Graduation Year

2021

Document Type

Thesis

Degree

M.A.

Degree Name

Master of Arts (M.A.)

Degree Granting Department

Humanities and Cultural Studies

Major Professor

Todd Jurgess, Ph.D.

Committee Member

Daniel Belgrad, Ph.D.

Committee Member

Scott Ferguson, Ph.D.

Keywords

experimental music, installation art, digital video, Walter Benjamin, YouTube

Abstract

This thesis positions Juha Lilja’s 2013 digital video work, Sleep, as a prime example of what the author terms an “aesthetics of cohabitation” — a newly suggested method of artistic creation set in opposition to capitalist society’s commodification of both space and time, represented here through the work of Robert Hassan and Jonathan Crary. Lilja’s eight-hour-long video work, which is accessible on YouTube, is a reimagining and re-envisioning of Andy Warhol’s film of the same name. It subverts the intended function of digital streaming platforms while using digital technology to meet aesthetic criteria in shot length and overall duration, which Warhol could not meet due to technological limitations in the 1960’s. By invoking and extending Boris Groys’s contemporary interpretation of Walter Benjamin’s concept of aura, the author argues that aura can be reconstituted in the home space through a process of cohabitating with digital works which employ a unique confluence of spatiotemporal design, experimental aesthetics, and experience of the work over long durations.

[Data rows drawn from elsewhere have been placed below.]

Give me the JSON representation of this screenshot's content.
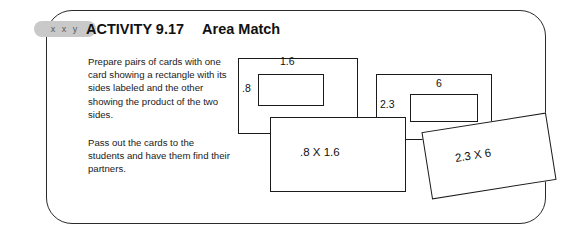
{
  "activity": {
    "tab_label": "x x y",
    "number": "ACTIVITY 9.17",
    "title": "Area Match",
    "paragraphs": [
      "Prepare pairs of cards with one card showing a rectangle with its sides labeled and the other showing the product of the two sides.",
      "Pass out the cards to the students and have them find their partners."
    ]
  },
  "figures": {
    "card_a": {
      "name": "rectangle-card-1",
      "top_label": "1.6",
      "left_label": ".8"
    },
    "card_b": {
      "name": "rectangle-card-2",
      "top_label": "6",
      "left_label": "2.3"
    },
    "card_c": {
      "name": "product-card-1",
      "label": ".8 X 1.6"
    },
    "card_d": {
      "name": "product-card-2",
      "label": "2.3 X 6"
    }
  },
  "colors": {
    "border": "#1b1b1b",
    "tab": "#c9c9c9",
    "text": "#111111",
    "background": "#ffffff"
  }
}
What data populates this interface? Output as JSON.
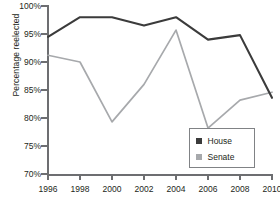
{
  "chart_data": {
    "type": "line",
    "title": "",
    "xlabel": "",
    "ylabel": "Percentage reelected",
    "x": [
      1996,
      1998,
      2000,
      2002,
      2004,
      2006,
      2008,
      2010
    ],
    "categories": [
      "1996",
      "1998",
      "2000",
      "2002",
      "2004",
      "2006",
      "2008",
      "2010"
    ],
    "xlim": [
      1996,
      2010
    ],
    "ylim": [
      70,
      100
    ],
    "ytick_labels": [
      "70%",
      "75%",
      "80%",
      "85%",
      "90%",
      "95%",
      "100%"
    ],
    "ytick_values": [
      70,
      75,
      80,
      85,
      90,
      95,
      100
    ],
    "grid": false,
    "legend_position": "bottom-right",
    "series": [
      {
        "name": "House",
        "color": "#3b3b3b",
        "values": [
          94.5,
          98.0,
          98.0,
          96.5,
          98.0,
          94.0,
          94.8,
          83.6
        ]
      },
      {
        "name": "Senate",
        "color": "#a7a9ac",
        "values": [
          91.2,
          90.0,
          79.3,
          86.0,
          95.7,
          78.2,
          83.2,
          84.6
        ]
      }
    ]
  },
  "legend": {
    "items": [
      {
        "label": "House",
        "swatch": "house-swatch"
      },
      {
        "label": "Senate",
        "swatch": "senate-swatch"
      }
    ]
  }
}
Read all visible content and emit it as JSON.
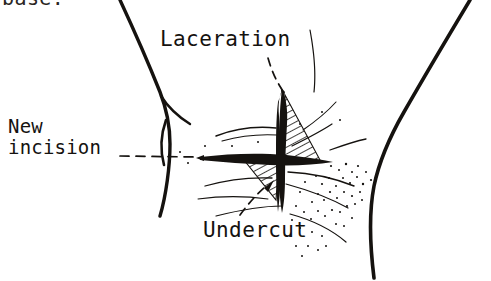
{
  "figure": {
    "kind": "surgical-line-art-illustration",
    "background_color": "#ffffff",
    "ink_color": "#15120f",
    "width": 491,
    "height": 281
  },
  "clipped_caption": {
    "text": "base.",
    "note": "text cropped at the very top edge of the frame"
  },
  "labels": [
    {
      "id": "laceration",
      "text": "Laceration",
      "leader": "dashed",
      "points_to": "dark vertical wound at center"
    },
    {
      "id": "new_incision",
      "text": "New\nincision",
      "line1": "New",
      "line2": "incision",
      "leader": "dashed",
      "points_to": "horizontal incision line crossing the wound"
    },
    {
      "id": "undercut",
      "text": "Undercut",
      "leader": "dashed-with-arrowhead",
      "points_to": "hatched undermined flap below-left of the wound"
    }
  ],
  "drawing_elements": [
    {
      "name": "left-body-contour",
      "style": "solid thick ink stroke"
    },
    {
      "name": "right-body-contour",
      "style": "solid thick ink stroke"
    },
    {
      "name": "laceration-wound",
      "style": "solid black vertical spindle"
    },
    {
      "name": "new-incision-line",
      "style": "solid black horizontal stroke"
    },
    {
      "name": "undercut-flap-upper-right",
      "style": "diagonal hatching"
    },
    {
      "name": "undercut-flap-lower-left",
      "style": "diagonal hatching"
    },
    {
      "name": "skin-crease-lines",
      "style": "thin ink curves"
    },
    {
      "name": "stipple-shading",
      "style": "dotted stipple"
    }
  ]
}
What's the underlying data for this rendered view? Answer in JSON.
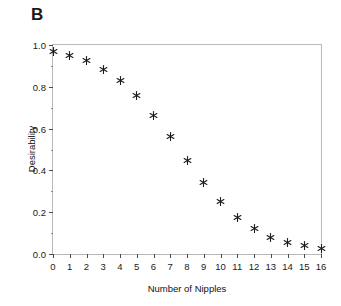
{
  "figure": {
    "panel_label": "B",
    "background_color": "#ffffff",
    "frame_color": "#b9b9b9",
    "marker_color": "#1c1c1c",
    "text_color": "#111111"
  },
  "chart_data": {
    "type": "scatter",
    "title": "B",
    "xlabel": "Number of Nipples",
    "ylabel": "Desirability",
    "xlim": [
      0,
      16
    ],
    "ylim": [
      0.0,
      1.0
    ],
    "grid": false,
    "legend": null,
    "marker": "asterisk",
    "marker_color": "#1c1c1c",
    "xticks": [
      0,
      1,
      2,
      3,
      4,
      5,
      6,
      7,
      8,
      9,
      10,
      11,
      12,
      13,
      14,
      15,
      16
    ],
    "xtick_labels": [
      "0",
      "1",
      "2",
      "3",
      "4",
      "5",
      "6",
      "7",
      "8",
      "9",
      "10",
      "11",
      "12",
      "13",
      "14",
      "15",
      "16"
    ],
    "yticks": [
      0.0,
      0.2,
      0.4,
      0.6,
      0.8,
      1.0
    ],
    "ytick_labels": [
      "0.0",
      "0.2",
      "0.4",
      "0.6",
      "0.8",
      "1.0"
    ],
    "y_minor_ticks": [
      0.1,
      0.3,
      0.5,
      0.7,
      0.9
    ],
    "x": [
      0,
      1,
      2,
      3,
      4,
      5,
      6,
      7,
      8,
      9,
      10,
      11,
      12,
      13,
      14,
      15,
      16
    ],
    "values": [
      0.97,
      0.95,
      0.925,
      0.885,
      0.83,
      0.76,
      0.665,
      0.56,
      0.445,
      0.34,
      0.25,
      0.175,
      0.12,
      0.08,
      0.055,
      0.04,
      0.025
    ],
    "points": [
      {
        "x": 0,
        "y": 0.97
      },
      {
        "x": 1,
        "y": 0.95
      },
      {
        "x": 2,
        "y": 0.925
      },
      {
        "x": 3,
        "y": 0.885
      },
      {
        "x": 4,
        "y": 0.83
      },
      {
        "x": 5,
        "y": 0.76
      },
      {
        "x": 6,
        "y": 0.665
      },
      {
        "x": 7,
        "y": 0.56
      },
      {
        "x": 8,
        "y": 0.445
      },
      {
        "x": 9,
        "y": 0.34
      },
      {
        "x": 10,
        "y": 0.25
      },
      {
        "x": 11,
        "y": 0.175
      },
      {
        "x": 12,
        "y": 0.12
      },
      {
        "x": 13,
        "y": 0.08
      },
      {
        "x": 14,
        "y": 0.055
      },
      {
        "x": 15,
        "y": 0.04
      },
      {
        "x": 16,
        "y": 0.025
      }
    ]
  }
}
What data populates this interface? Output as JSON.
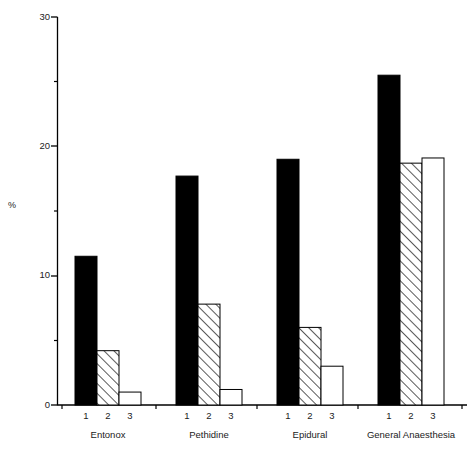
{
  "chart_data": {
    "type": "bar",
    "title": "",
    "xlabel": "",
    "ylabel": "%",
    "ylim": [
      0,
      30
    ],
    "ytick_values": [
      0,
      10,
      20,
      30
    ],
    "ytick_labels": [
      "0",
      "10",
      "20",
      "30"
    ],
    "yminor_ticks": [
      5,
      15,
      25
    ],
    "grid": false,
    "legend": "none",
    "categories": [
      "Entonox",
      "Pethidine",
      "Epidural",
      "General Anaesthesia"
    ],
    "subgroup_labels": [
      "1",
      "2",
      "3"
    ],
    "series": [
      {
        "name": "1",
        "fill": "solid-black",
        "values": [
          11.5,
          17.7,
          19.0,
          25.5
        ]
      },
      {
        "name": "2",
        "fill": "diagonal-hatch",
        "values": [
          4.2,
          7.8,
          6.0,
          18.7
        ]
      },
      {
        "name": "3",
        "fill": "white",
        "values": [
          1.0,
          1.2,
          3.0,
          19.1
        ]
      }
    ],
    "colors": {
      "bar_solid": "#000000",
      "bar_hatch_line": "#000000",
      "bar_hatch_background": "#ffffff",
      "bar_open": "#ffffff",
      "bar_outline": "#000000",
      "axis": "#000000",
      "background": "#ffffff",
      "text": "#1a1a1a"
    }
  },
  "axis": {
    "y_label": "%",
    "y_labels": [
      "30",
      "20",
      "10",
      "0"
    ],
    "x_group_labels": [
      "Entonox",
      "Pethidine",
      "Epidural",
      "General Anaesthesia"
    ],
    "x_sub_labels": [
      "1",
      "2",
      "3",
      "1",
      "2",
      "3",
      "1",
      "2",
      "3",
      "1",
      "2",
      "3"
    ]
  }
}
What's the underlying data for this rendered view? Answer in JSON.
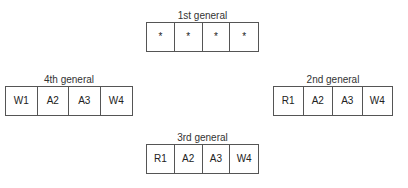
{
  "generals": [
    {
      "label": "1st general",
      "cells": [
        "*",
        "*",
        "*",
        "*"
      ]
    },
    {
      "label": "2nd general",
      "cells": [
        "R1",
        "A2",
        "A3",
        "W4"
      ]
    },
    {
      "label": "3rd general",
      "cells": [
        "R1",
        "A2",
        "A3",
        "W4"
      ]
    },
    {
      "label": "4th general",
      "cells": [
        "W1",
        "A2",
        "A3",
        "W4"
      ]
    }
  ]
}
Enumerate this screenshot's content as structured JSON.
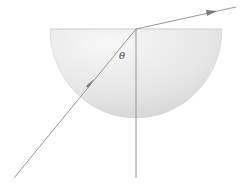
{
  "diagram": {
    "angle_label": "θ",
    "colors": {
      "block_fill_light": "#f4f4f4",
      "block_fill_dark": "#d6d6d6",
      "ray": "#8a8a8a",
      "normal": "#8a8a8a",
      "label": "#444444"
    },
    "elements": [
      {
        "name": "semicircular-block",
        "type": "half-disc",
        "flat_side": "top"
      },
      {
        "name": "incident-ray",
        "direction": "from lower-left toward center of flat face",
        "arrow": true
      },
      {
        "name": "normal-line",
        "orientation": "vertical",
        "through": "center of flat face"
      },
      {
        "name": "refracted-ray",
        "direction": "from center of flat face toward upper-right",
        "arrow": true
      },
      {
        "name": "angle-theta",
        "between": "incident ray and normal"
      }
    ]
  }
}
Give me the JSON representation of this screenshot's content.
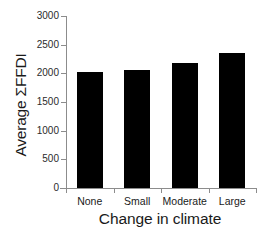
{
  "chart_data": {
    "type": "bar",
    "title": "",
    "xlabel": "Change in climate",
    "ylabel": "Average ΣFFDI",
    "categories": [
      "None",
      "Small",
      "Moderate",
      "Large"
    ],
    "values": [
      2015,
      2060,
      2180,
      2350
    ],
    "ylim": [
      0,
      3000
    ],
    "yticks": [
      0,
      500,
      1000,
      1500,
      2000,
      2500,
      3000
    ],
    "ytick_labels": [
      "0",
      "500",
      "1000",
      "1500",
      "2000",
      "2500",
      "3000"
    ],
    "grid": false,
    "legend": null,
    "bar_color": "#000000",
    "axis_color": "#8c8c8c",
    "background": "#ffffff",
    "series": [
      {
        "name": "Average ΣFFDI",
        "values": [
          2015,
          2060,
          2180,
          2350
        ]
      }
    ]
  }
}
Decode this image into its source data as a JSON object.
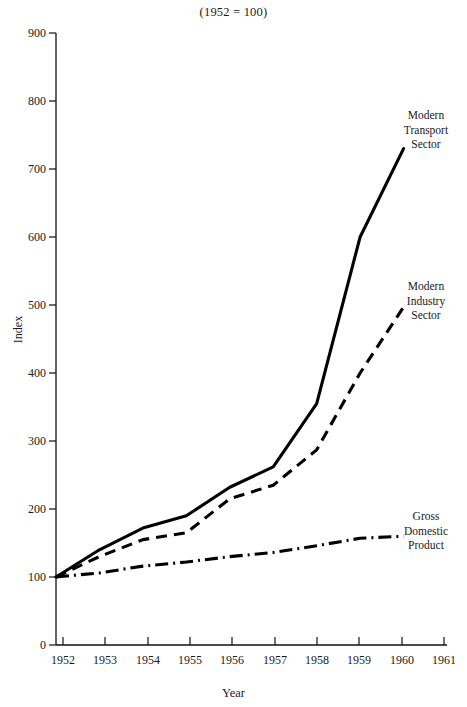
{
  "chart_data": {
    "type": "line",
    "title": "(1952 = 100)",
    "subtitle": "",
    "xlabel": "Year",
    "ylabel": "Index",
    "x": [
      1952,
      1953,
      1954,
      1955,
      1956,
      1957,
      1958,
      1959,
      1960
    ],
    "tick_labels_x": [
      "1952",
      "1953",
      "1954",
      "1955",
      "1956",
      "1957",
      "1958",
      "1959",
      "1960",
      "1961"
    ],
    "tick_values_y": [
      0,
      100,
      200,
      300,
      400,
      500,
      600,
      700,
      800,
      900
    ],
    "tick_labels_y": [
      "0",
      "100",
      "200",
      "300",
      "400",
      "500",
      "600",
      "700",
      "800",
      "900"
    ],
    "xlim": [
      1952,
      1961
    ],
    "ylim": [
      0,
      900
    ],
    "grid": false,
    "legend_position": "right-inline-annotations",
    "series": [
      {
        "name": "Modern Transport Sector",
        "label_lines": "Modern\nTransport\nSector",
        "linestyle": "solid",
        "color": "#000000",
        "values": [
          100,
          140,
          172,
          190,
          232,
          262,
          355,
          600,
          730
        ]
      },
      {
        "name": "Modern Industry Sector",
        "label_lines": "Modern\nIndustry\nSector",
        "linestyle": "dashed",
        "color": "#000000",
        "values": [
          100,
          130,
          155,
          165,
          215,
          235,
          287,
          400,
          497
        ]
      },
      {
        "name": "Gross Domestic Product",
        "label_lines": "Gross\nDomestic\nProduct",
        "linestyle": "dashdot",
        "color": "#000000",
        "values": [
          100,
          106,
          116,
          122,
          130,
          136,
          146,
          157,
          160
        ]
      }
    ]
  },
  "axis_geometry": {
    "plot_left": 56,
    "plot_right": 447,
    "plot_top": 33,
    "plot_bottom": 645,
    "px_per_year": 42.3,
    "px_per_unit": 0.68
  },
  "annotations": [
    {
      "text_lines": "Modern\nTransport\nSector",
      "x": 399,
      "y": 110
    },
    {
      "text_lines": "Modern\nIndustry\nSector",
      "x": 399,
      "y": 281
    },
    {
      "text_lines": "Gross\nDomestic\nProduct",
      "x": 399,
      "y": 511
    }
  ]
}
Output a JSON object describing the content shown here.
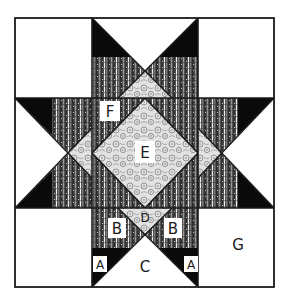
{
  "diagram": {
    "type": "quilt-block-piecing-diagram",
    "colors": {
      "background": "#ffffff",
      "outline": "#1a1a1a",
      "black_fabric": "#0a0a0a",
      "stripe_dark": "#4a4a4a",
      "stripe_light": "#e8e8e8",
      "paisley_base": "#d8d8d8",
      "label_box": "#ffffff"
    },
    "labels": {
      "A_left": "A",
      "A_right": "A",
      "B_left": "B",
      "B_right": "B",
      "C": "C",
      "D": "D",
      "E": "E",
      "F": "F",
      "G": "G"
    },
    "pieces": [
      {
        "id": "A",
        "description": "black corner triangle",
        "fabric": "solid black"
      },
      {
        "id": "B",
        "description": "striped triangle",
        "fabric": "dark stripe"
      },
      {
        "id": "C",
        "description": "large white triangle",
        "fabric": "white"
      },
      {
        "id": "D",
        "description": "small center-edge triangle",
        "fabric": "light paisley"
      },
      {
        "id": "E",
        "description": "center square on point",
        "fabric": "light paisley"
      },
      {
        "id": "F",
        "description": "center corner triangles",
        "fabric": "dark stripe"
      },
      {
        "id": "G",
        "description": "corner square",
        "fabric": "white"
      }
    ]
  }
}
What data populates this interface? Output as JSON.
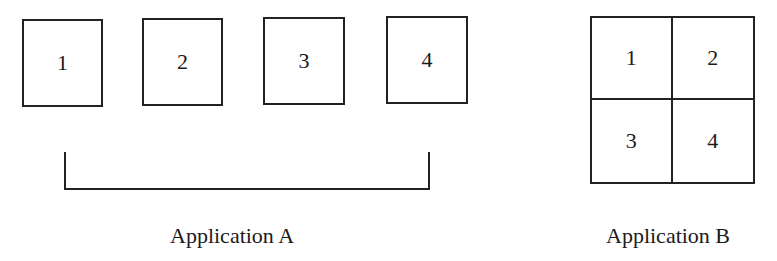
{
  "application_a": {
    "caption": "Application A",
    "boxes": [
      {
        "label": "1"
      },
      {
        "label": "2"
      },
      {
        "label": "3"
      },
      {
        "label": "4"
      }
    ]
  },
  "application_b": {
    "caption": "Application B",
    "cells": [
      {
        "label": "1"
      },
      {
        "label": "2"
      },
      {
        "label": "3"
      },
      {
        "label": "4"
      }
    ]
  }
}
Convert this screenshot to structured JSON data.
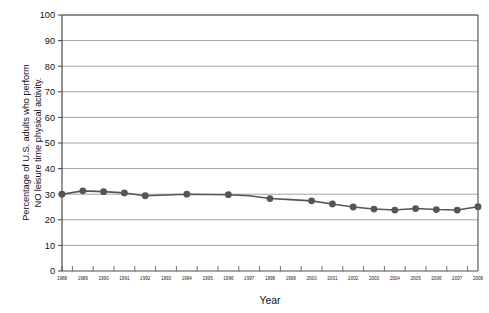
{
  "chart_data": {
    "type": "line",
    "title": "",
    "xlabel": "Year",
    "ylabel": "Percentage of U.S. adults who perform NO leisure time physical activity.",
    "ylabel_line1": "Percentage of U.S. adults who perform",
    "ylabel_line2": "NO leisure time physical activity.",
    "categories": [
      "1988",
      "1989",
      "1990",
      "1991",
      "1992",
      "1993",
      "1994",
      "1995",
      "1996",
      "1997",
      "1998",
      "1999",
      "2000",
      "2001",
      "2002",
      "2003",
      "2004",
      "2005",
      "2006",
      "2007",
      "2008"
    ],
    "x": [
      1988,
      1989,
      1990,
      1991,
      1992,
      1993,
      1994,
      1995,
      1996,
      1997,
      1998,
      1999,
      2000,
      2001,
      2002,
      2003,
      2004,
      2005,
      2006,
      2007,
      2008
    ],
    "values": [
      30.0,
      31.3,
      31.0,
      30.5,
      29.4,
      29.7,
      30.0,
      29.9,
      29.8,
      29.4,
      28.3,
      27.9,
      27.4,
      26.2,
      25.0,
      24.2,
      23.8,
      24.4,
      24.0,
      23.8,
      25.1
    ],
    "markers_at": [
      1988,
      1989,
      1990,
      1991,
      1992,
      1994,
      1996,
      1998,
      2000,
      2001,
      2002,
      2003,
      2004,
      2005,
      2006,
      2007,
      2008
    ],
    "ylim": [
      0,
      100
    ],
    "yticks": [
      0,
      10,
      20,
      30,
      40,
      50,
      60,
      70,
      80,
      90,
      100
    ],
    "ytick_labels": [
      "0",
      "10",
      "20",
      "30",
      "40",
      "50",
      "60",
      "70",
      "80",
      "90",
      "100"
    ],
    "grid": true,
    "grid_axis": "y",
    "legend": "none",
    "series_color": "#555555",
    "grid_color": "#999999",
    "axis_color": "#4d4d4d"
  }
}
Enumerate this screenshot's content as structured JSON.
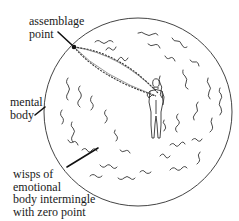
{
  "diagram": {
    "labels": {
      "assemblage_point": [
        "assemblage",
        "point"
      ],
      "mental_body": [
        "mental",
        "body"
      ],
      "wisps": [
        "wisps of",
        "emotional",
        "body intermingle",
        "with zero point"
      ]
    },
    "elements": {
      "sphere": "mental-body-sphere",
      "figure": "human-figure",
      "connection": "chain-cords-from-assemblage-point-to-chest",
      "wisps": "emotional-body-wisps"
    },
    "colors": {
      "stroke": "#333333",
      "text": "#1a1a1a",
      "background": "#ffffff"
    }
  }
}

In order to elucidate this process, the essay draws parallels between Lilja’s work and experimental music by Alvin Lucier, Maryanne Amacher and La Monte Young. Ultimately, the following question is posed: can sleeping during a work of art — particularly a visual work throughout which the main subject also sleeps — be considered not only a valid form of artistic appreciation, but potentially an auratic form of cohabitation that might alleviate extreme bouts of alienation brought on by ever-increasing engagement with digital apparatuses, and their projected media, during life in quarantine due to the COVID pandemic?